The idea behind this law, as I understand it, is to create a more business-friendly environment. But at what cost? Individuals’ rights? That seems like a pretty liberal (as in generous) policy toward businesses. And very parsimonious and callous policy toward individuals.

And what kind of rap on the knuckles is a $200,000 judgment against a company that puts profits above individuals' health, lives and safety? Shouldn't negligent and/or malevolent corporate decision makers get whacked in a way that really gets their attention?

That’s what a jury decided to do in 1999 when it levied a $4.9 billion judgment against General Motors because four children were severely burned in a car fire that was caused by a known faulty design? One of those children in the Malibu accident, by the way, lost part of one hand and bore grotesque scars over much of the rest of her body, including her face, that were almost unbearable to look at when she attended the trial, which took place several years and 70 surgeries after the accident.

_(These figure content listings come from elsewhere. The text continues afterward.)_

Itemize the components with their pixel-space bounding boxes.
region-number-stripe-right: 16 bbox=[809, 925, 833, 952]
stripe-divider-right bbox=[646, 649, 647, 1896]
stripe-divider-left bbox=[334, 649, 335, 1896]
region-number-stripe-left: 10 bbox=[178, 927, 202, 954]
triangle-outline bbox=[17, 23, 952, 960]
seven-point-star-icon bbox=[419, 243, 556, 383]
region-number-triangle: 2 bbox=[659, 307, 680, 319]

Key to the jury's decision was that the gas tank in the 1979 Malibu in which the victims were riding was mounted behind the rear axle so close to the rear bumper that it was more vulnerable to exploding in a rear-end collision than if it had been positioned in front of the axle. Trial testimony and a smoking-gun internal memo indicated GM officials decided against a safer design that would have cost less than $20 per car more, because, they thought, it would be cheaper to settle any lawsuits that might arise from exploding gas tanks.

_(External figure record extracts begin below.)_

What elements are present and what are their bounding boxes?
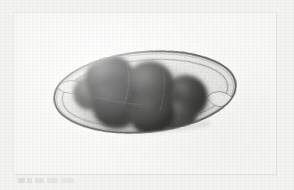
micrograph-scene (14, 13, 276, 174)
specimen-illustration (14, 13, 276, 174)
screenshot-root (0, 0, 294, 190)
micrograph-plate (14, 13, 276, 174)
figure-caption (18, 178, 74, 183)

The jury said the judgment was intended to do two things: One was to make it so large, it would get GM's attention so that GM wouldn’t just chalk up it up to the cost of doing business. The second was to say that a company making such a cynical, calculated decision that knowingly put the cost of human life at less than $20 a car was not acceptable. The judge in that case reduced the jury's award to $1.2 billion and GM's appeal requested a further reduction, but the judgment sure did get the corporate world's attention.

A friend told me he thinks a $4.9 billion judgment is outrageous. Perhaps, unless it was his child or grandchild who was injured so grievously, had to endure years of unimaginable pain and nearly 100 surgeries, and suffer permanent grotesque disfigurement that was caused by a callously greedy corporation that not only knew about the risky design, but might have been able to prevent it with a $20 fix.

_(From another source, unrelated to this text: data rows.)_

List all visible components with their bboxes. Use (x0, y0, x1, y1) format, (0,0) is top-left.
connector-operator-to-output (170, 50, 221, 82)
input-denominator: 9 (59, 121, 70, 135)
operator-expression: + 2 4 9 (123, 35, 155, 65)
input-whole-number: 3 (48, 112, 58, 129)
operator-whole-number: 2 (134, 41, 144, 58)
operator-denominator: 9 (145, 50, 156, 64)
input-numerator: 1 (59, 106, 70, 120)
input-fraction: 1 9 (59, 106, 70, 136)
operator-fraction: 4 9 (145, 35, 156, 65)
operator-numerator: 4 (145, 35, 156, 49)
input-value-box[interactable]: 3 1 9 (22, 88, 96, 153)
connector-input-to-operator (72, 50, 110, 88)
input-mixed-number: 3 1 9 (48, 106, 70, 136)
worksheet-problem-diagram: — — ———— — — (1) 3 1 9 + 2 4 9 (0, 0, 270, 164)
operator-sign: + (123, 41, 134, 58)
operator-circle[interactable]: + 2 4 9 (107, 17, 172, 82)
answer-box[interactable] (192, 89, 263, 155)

Product-liability jury awards like that in the GM case are an extreme rarity, yet they are trotted out like fairytale boogie-men in order to get laws passed that leave corporations unaccountable, strip power from the third branch of government and rob individuals of their rights, not the least of which is the right to seek redress.

And corporate execs' response to such cases is to fight all the harder—not for consumer safety—but for so-called "tort reform." As Wisconsin's new law proves, the corporate world is winning. That, I believe, is what last November's election was really about.

So, just what did Wisconsin elect in November?

In this case, Wisconsin elected corporate profits over the health, safety and lives of its children—and adults. Because now, if a child or an adult in Wisconsin is permanently disfigured and/or disabled, that child, adult and their families' redress will be the corporate-world equivalent of that penny laying on the street that's not worth anyone's while to pick up.

I'm way too conservative to favor a law as business-liberal as that is a good thing for the people of Wisconsin.